Your generosity is helping to sow the seeds of faith in Zimbabwe. Here are some of the projects that you have enabled us to support.

£25,000 to train 97 seminarians

"If there was just one project that Aid to the Church in Need was able to support in our country, I would ask that it could be suport for seminarians," one bishop told us. Vocations are high in the country despite the increasing oppression of clergy and faithful. You are helping the priests of the future along the long road to ordination. The bishop paid tribute to the soldarity you have shown, saying: "Although we are thousands of miles apart, we share the same faith. We understand each other."

£12,500 for a 4x4 to help Father John and Sister Mary's work

Father John and Sister Mary work in one of the poorest and most remote parts of Zimbabwe, where there is little education, poor healthcare and regular droughts and crop failures. Together, they have built up two primiary schools and two mission centres, one complete with its own church. They  support some 200 orphans and offer pastoral care house-to-house. Sister Mary said: "May God bless you all. You are making it possible for us to do our work in the service of the Gospel."

£21,000 to produce 7,500 hymn books in the local Shona language

"In Zimbabwe, music plays a very important role in the liturgical celebrations," explained one bishop in his request for help to print a new hymn book in the local Shona language, which is the language of the majority of the country's Catholic population. The religious Sister who coordinated the project added: "A hymn book with all the songs makes it possible for everybody to participate in the singing, not just those in the choir." So thanks to you, the faithful are able to join in fully with the celebration of Mass.

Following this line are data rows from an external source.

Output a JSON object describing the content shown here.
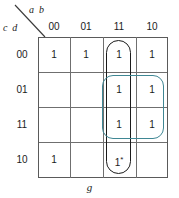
{
  "kmap": {
    "function_label": "g",
    "row_variables": "c d",
    "col_variables": "a b",
    "col_headers": [
      "00",
      "01",
      "11",
      "10"
    ],
    "row_headers": [
      "00",
      "01",
      "11",
      "10"
    ],
    "cells": [
      [
        {
          "value": "1",
          "marker": ""
        },
        {
          "value": "1",
          "marker": ""
        },
        {
          "value": "1",
          "marker": ""
        },
        {
          "value": "1",
          "marker": ""
        }
      ],
      [
        {
          "value": "",
          "marker": ""
        },
        {
          "value": "",
          "marker": ""
        },
        {
          "value": "1",
          "marker": ""
        },
        {
          "value": "1",
          "marker": ""
        }
      ],
      [
        {
          "value": "",
          "marker": ""
        },
        {
          "value": "",
          "marker": ""
        },
        {
          "value": "1",
          "marker": ""
        },
        {
          "value": "1",
          "marker": ""
        }
      ],
      [
        {
          "value": "1",
          "marker": ""
        },
        {
          "value": "",
          "marker": ""
        },
        {
          "value": "1",
          "marker": "*"
        },
        {
          "value": "",
          "marker": ""
        }
      ]
    ],
    "groups": [
      {
        "name": "group-column-11",
        "style": "vertical",
        "color": "#1b1b1b",
        "col_start": 2,
        "col_end": 2,
        "row_start": 0,
        "row_end": 3
      },
      {
        "name": "group-block-rows-01-11-cols-11-10",
        "style": "block",
        "color": "#3f8794",
        "col_start": 2,
        "col_end": 3,
        "row_start": 1,
        "row_end": 2
      }
    ],
    "colors": {
      "grid": "#6f6f6f",
      "text": "#1b1b1b",
      "group_black": "#1b1b1b",
      "group_teal": "#3f8794",
      "background": "#ffffff"
    }
  }
}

£12,500 to support Youth Alive

The Youth Alive programme is helping to fill a major gap in young people's lives in Zimbabwe. The programme offers counselling, leadership training and career guidance, as well as important HIV/AIDS education, prevention and management programmes. Overseen by religious Sisters, Youth Alive also reaches out to the most vulnerable members of society, includign the disabled, the deaf, orphans and street children.

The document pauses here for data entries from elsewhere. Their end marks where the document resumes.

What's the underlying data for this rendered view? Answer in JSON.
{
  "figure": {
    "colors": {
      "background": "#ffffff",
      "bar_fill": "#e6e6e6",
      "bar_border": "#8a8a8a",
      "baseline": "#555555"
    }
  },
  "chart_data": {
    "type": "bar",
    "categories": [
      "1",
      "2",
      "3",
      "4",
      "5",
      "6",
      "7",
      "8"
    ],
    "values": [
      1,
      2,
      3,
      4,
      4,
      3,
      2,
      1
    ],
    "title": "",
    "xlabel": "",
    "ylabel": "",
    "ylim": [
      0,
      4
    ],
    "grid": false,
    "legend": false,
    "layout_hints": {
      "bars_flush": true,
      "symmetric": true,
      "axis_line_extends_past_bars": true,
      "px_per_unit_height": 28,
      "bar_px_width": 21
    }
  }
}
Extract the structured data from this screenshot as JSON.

The scheme is "meeting the needs of our young people and I can truly say it is a very modern tool for evangelisation, bringing the Good News," one bishop wrote. "Youth Alive really has young people's interests at heart."

£84,000 in Mass stipends for 245 priests around the country

With the country in economic meltdown, unemployment above 80 percent and the threat of drought and crop failure, priests in Zimbabwe are reliant on your Mass stipends for their survival – the parishioners are uanble to support them, as they themselves have to go hungry.

One bishop wrote to Aid to the Church in Need to request Mass stipends, saying: "This year again six of the ten provinces of Zimbabwe wil suffer a complete crop failure. The rains set in early, but then stopped causing the crops to wither in the fields. The poor soils in our diocese combined with the lack of rains will once again lead to a severe famine. The Mass stipends will go a long way towards alleviating the difficulties of our priests."